The problem:
Copy nothing past the line containing "The height and". Transcribe every line of the listing below up to and including it, from the first, except pictures.
=== The data ===
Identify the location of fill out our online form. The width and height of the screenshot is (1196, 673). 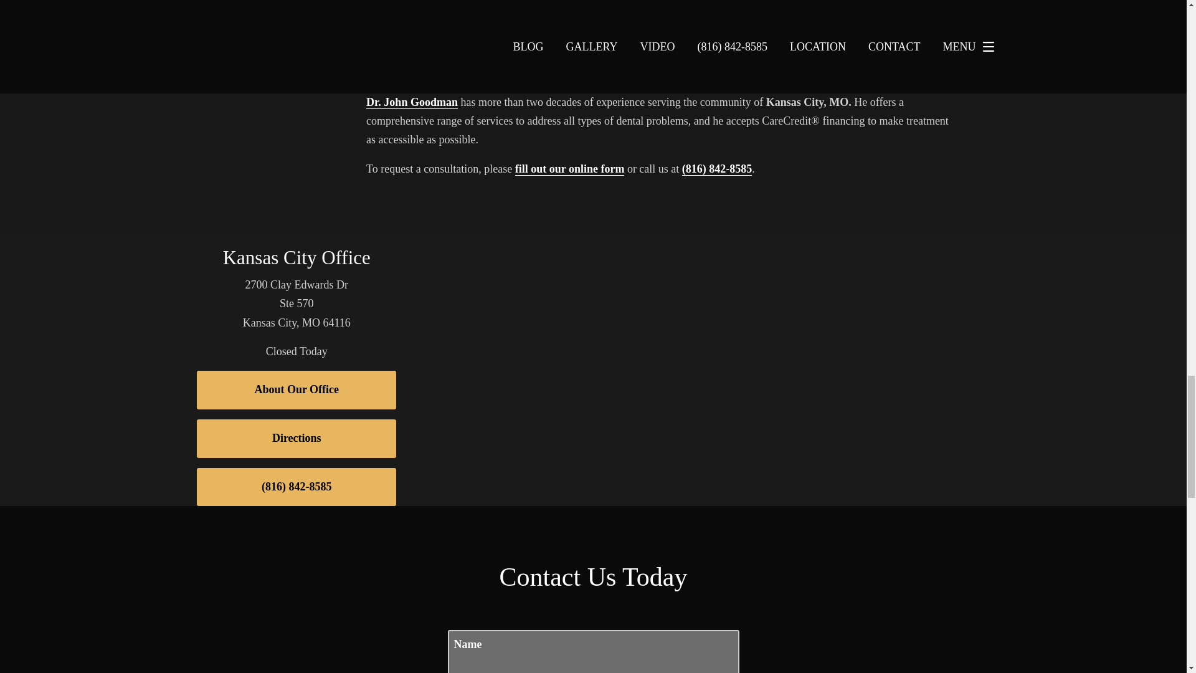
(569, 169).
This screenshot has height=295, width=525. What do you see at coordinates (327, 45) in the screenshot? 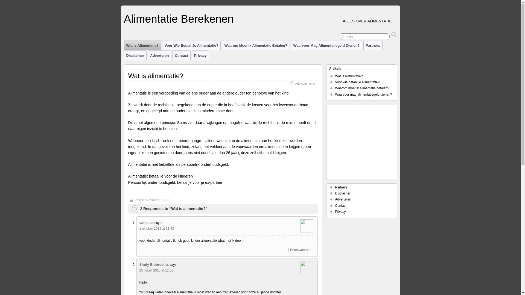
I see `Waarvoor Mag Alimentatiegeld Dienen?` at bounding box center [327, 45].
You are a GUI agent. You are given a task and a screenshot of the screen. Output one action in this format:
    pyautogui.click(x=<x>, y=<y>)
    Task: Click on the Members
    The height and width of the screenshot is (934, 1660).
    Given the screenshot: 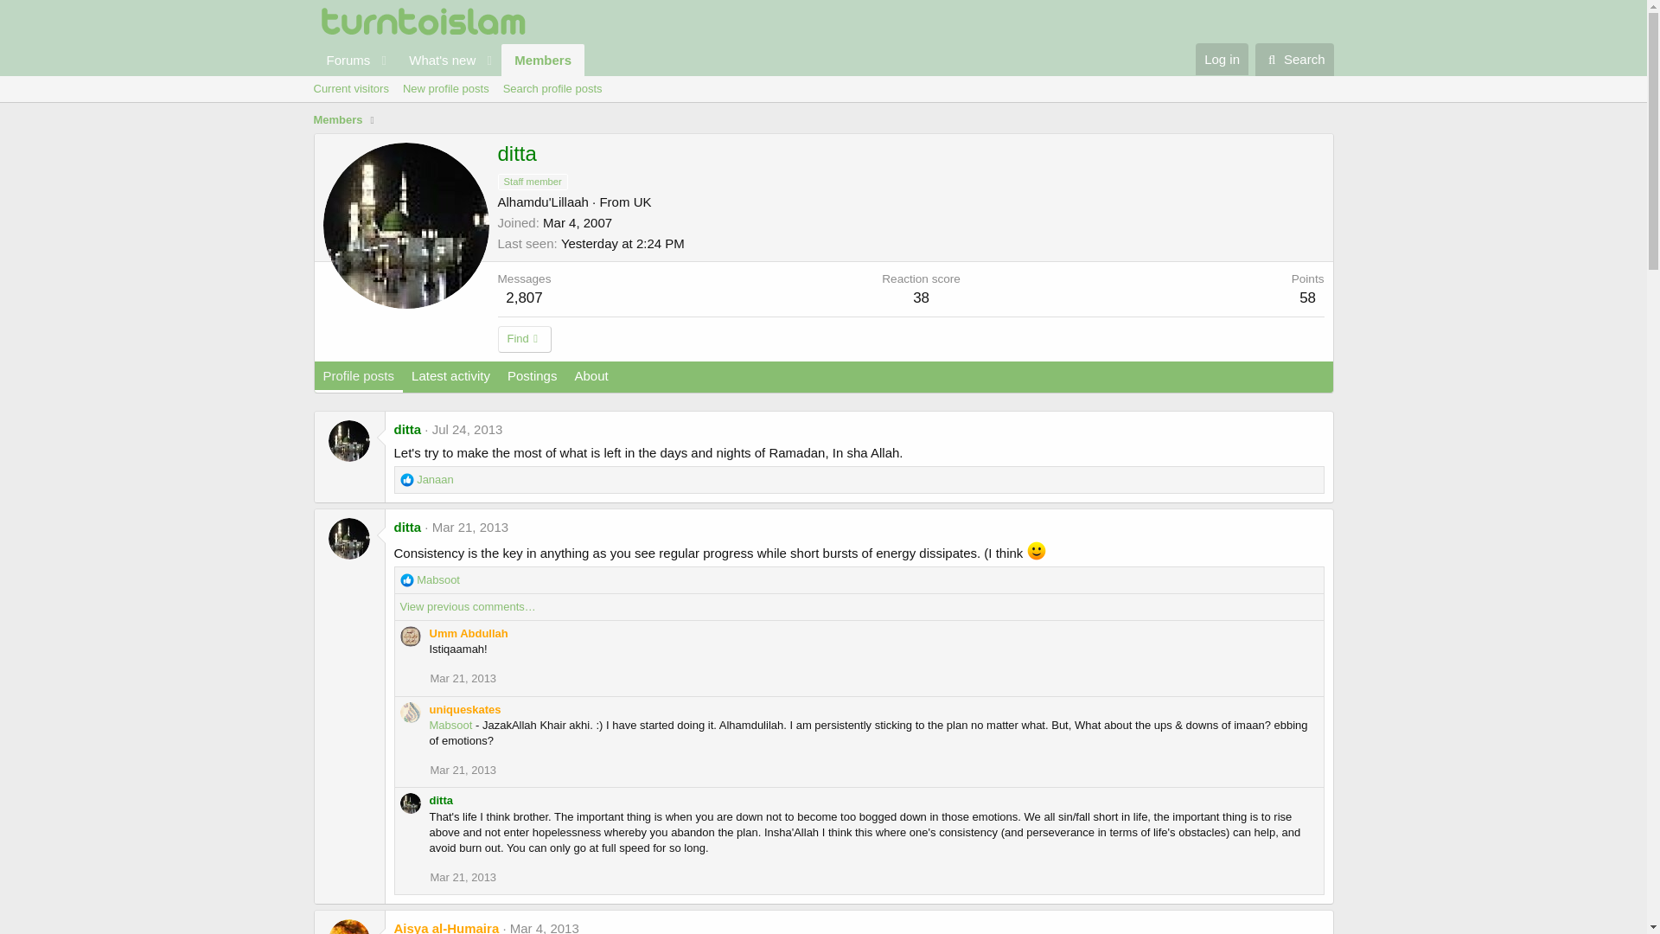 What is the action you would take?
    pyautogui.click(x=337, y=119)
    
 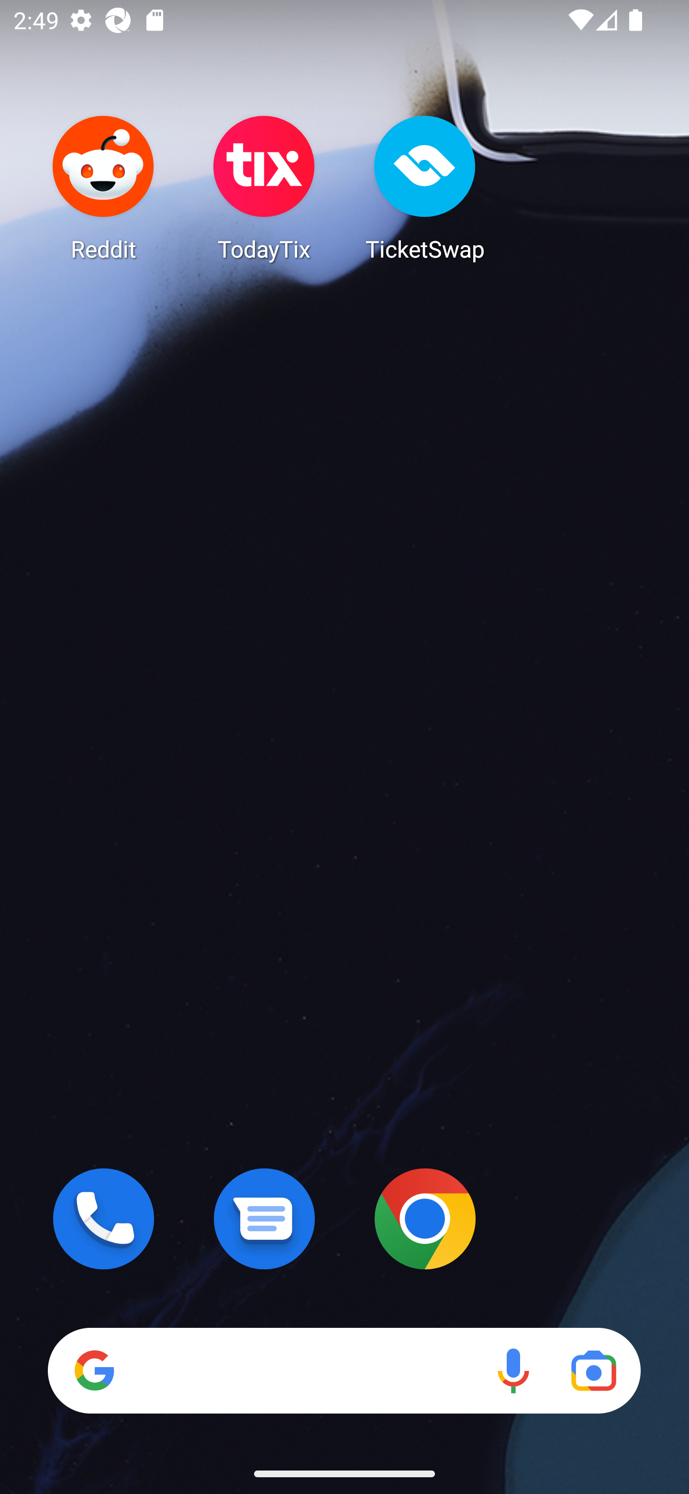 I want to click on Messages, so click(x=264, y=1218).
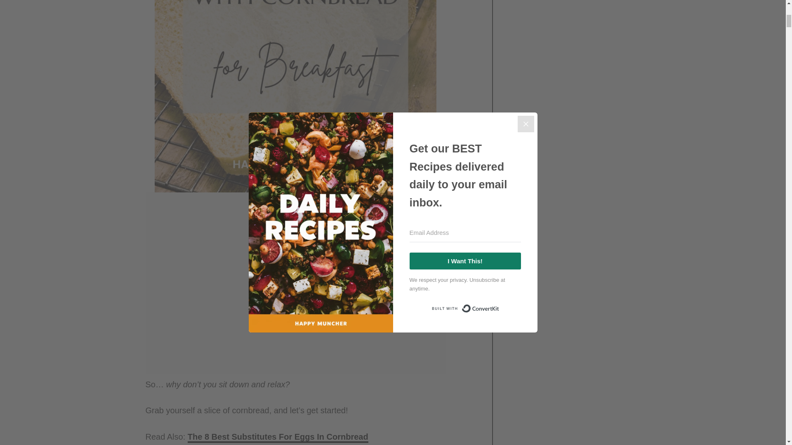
===
Completed exercise:
Identify the location of fill out our online form. The width and height of the screenshot is (1196, 673). 
(569, 169).
This screenshot has height=295, width=525. What do you see at coordinates (327, 45) in the screenshot? 
I see `Waarvoor Mag Alimentatiegeld Dienen?` at bounding box center [327, 45].
You are a GUI agent. You are given a task and a screenshot of the screen. Output one action in this format:
    pyautogui.click(x=<x>, y=<y>)
    Task: Click on the Members
    The height and width of the screenshot is (934, 1660).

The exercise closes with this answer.